"Ondine," Colin Farrell’s labor of love
He had a beautiful woman on his arm and he smoked all the way through his interview in the non-smoking Parker Meridian hotel, tipping his ash into a little plastic cup and choking his personal assistant. At the time you had to wonder if he’d ever allow the side of himself -- the thoughtful, sensitive side, the Irish side really -- to emerge again.
What a difference two years can make. The Colin Farrell who bounded into the Parker Meridian in 2010 looked happy, healthy and contented with his lot. He was a new man.
What may surprise you to discover is that like some other world famous actors, in person Farrell is actually quite shy and unassuming. He puts a brave face on things, but he doesn’t enjoy the promotional side of filmmaking and the often admittedly superficial questions that many journalists ask him.
At one point, when almost no one’s looking, he puts his face in his hands and grimaces at the absurdity of it all. He doesn’t want to offend anyone, but he’s not going to answer a question he thinks is undignified. That’s the Colin Farrell we all know and love.
As Farrell himself readily admits, working on "Ondine" was a life changing experience. As well as reacquainting him with his own talent and his love of filmmaking, it also introduced him to his real life partner, the gorgeous Polish actress Alicja Bachleda, who plays the title role in the film and is now also the mother of his six-month-old son Henry.
“Syracuse was the first character I ever had a hard time letting go of,” Farrell tells the Irish Voice, and you can hear the sincerity in his tone.
“And this film was one of the hardest accents I’ve had to do especially because I felt a national obligation not to f--- it up. To make good again, you know? The local papers said I did all right.”
It’s ironic that he plays a fisherman in "Ondine" because, he says, he can barely swim.
“My mother and sisters are good swimmers, my sister Claudine was a like a tadpole since she was born, but I could never swim,” he admits.
Farrell is also dismissive of anyone who thinks that "Ondine" is just a "Splash" remake. First of all, Ondine is a selkie (a half woman, half seal) and that, he says, is an altogether different Irish take on the classic myth.
“Ondine is a seal woman, a beautiful creature with lovely hair that you can’t help falling in love with,” says Jordan.
“They appear, they make you fall in love with them, they mess you up and then go back to the sea. Just like a real woman,” says Farrell.
“My character Syracuse comes from a small town and he’s given love a chance once and it resulted in a dissolved marriage. He equated love to loss, in all aspects of his life. His mother has just recently passed, his seven-year-old daughter is very ill, and yet he’s not filled with self-pity.”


**WHAT NEEDS TO BE DONE**
The required output is an exact restatement of the lines, starting with the one that contains "At what (x,y)" and finishing with the last line of the listing. It contains no pictures.

**RECORDS PROVIDED**
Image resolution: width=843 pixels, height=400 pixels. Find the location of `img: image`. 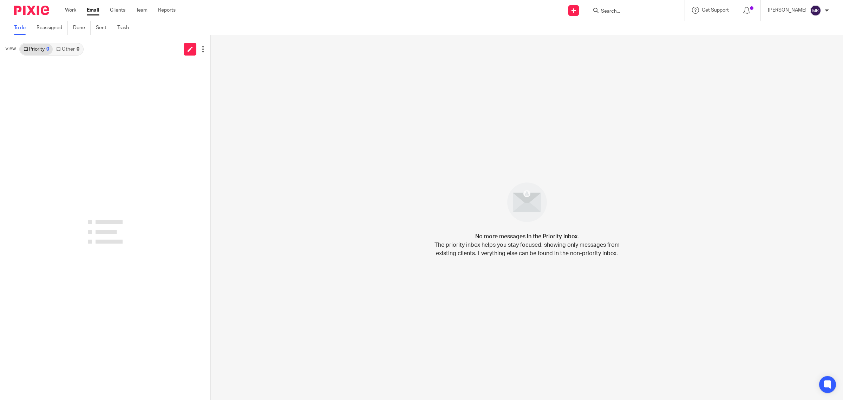

img: image is located at coordinates (527, 202).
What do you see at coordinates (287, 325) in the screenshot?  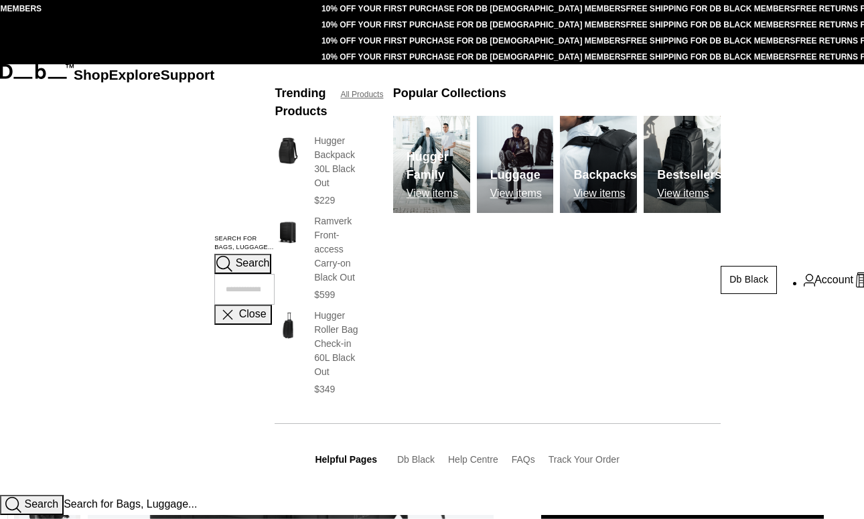 I see `img: Hugger Roller Bag Check-in 60L Black Out` at bounding box center [287, 325].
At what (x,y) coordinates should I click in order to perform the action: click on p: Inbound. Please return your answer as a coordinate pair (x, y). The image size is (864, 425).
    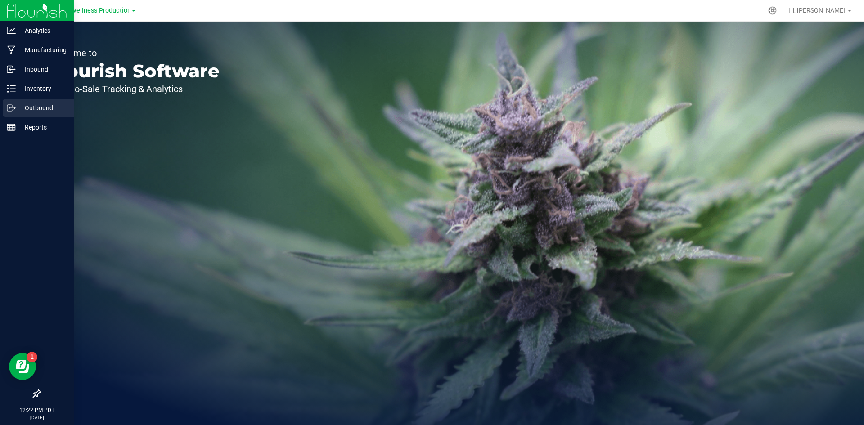
    Looking at the image, I should click on (43, 69).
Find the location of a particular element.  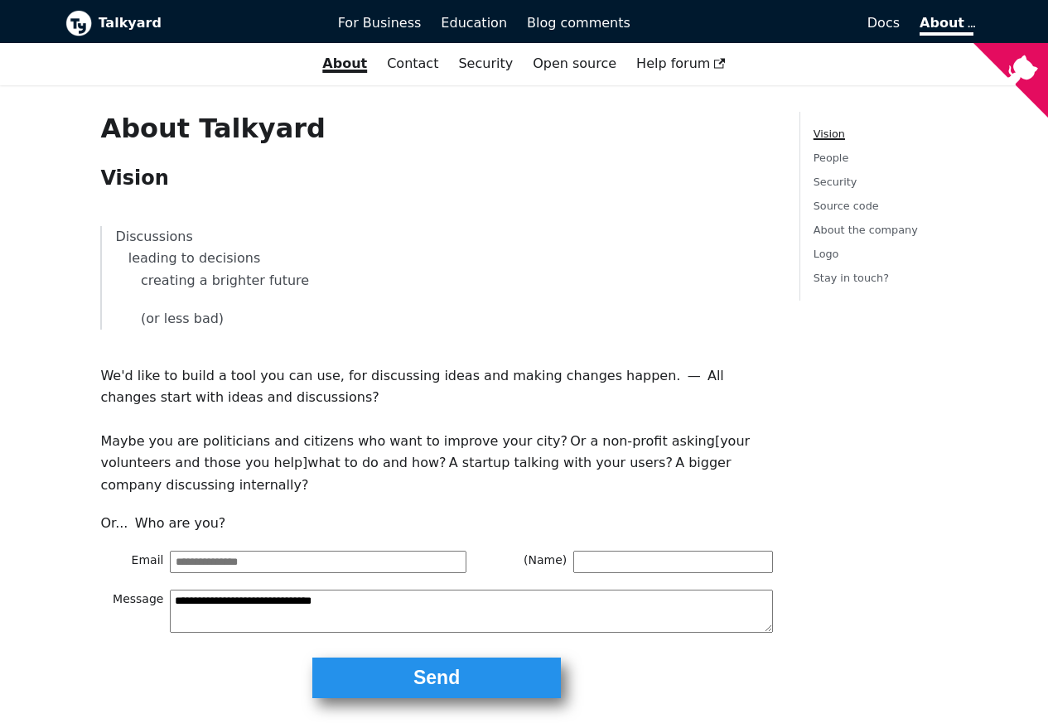

a: Stay in touch? is located at coordinates (850, 277).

**WRITTEN REPLY**
At what (x,y) coordinates should I click in order to perform the action: click on p: Inbound. Please return your answer as a coordinate pair (x, y). The image size is (864, 425).
    Looking at the image, I should click on (43, 69).
Find the location of a particular element.  

a: Stay in touch? is located at coordinates (850, 277).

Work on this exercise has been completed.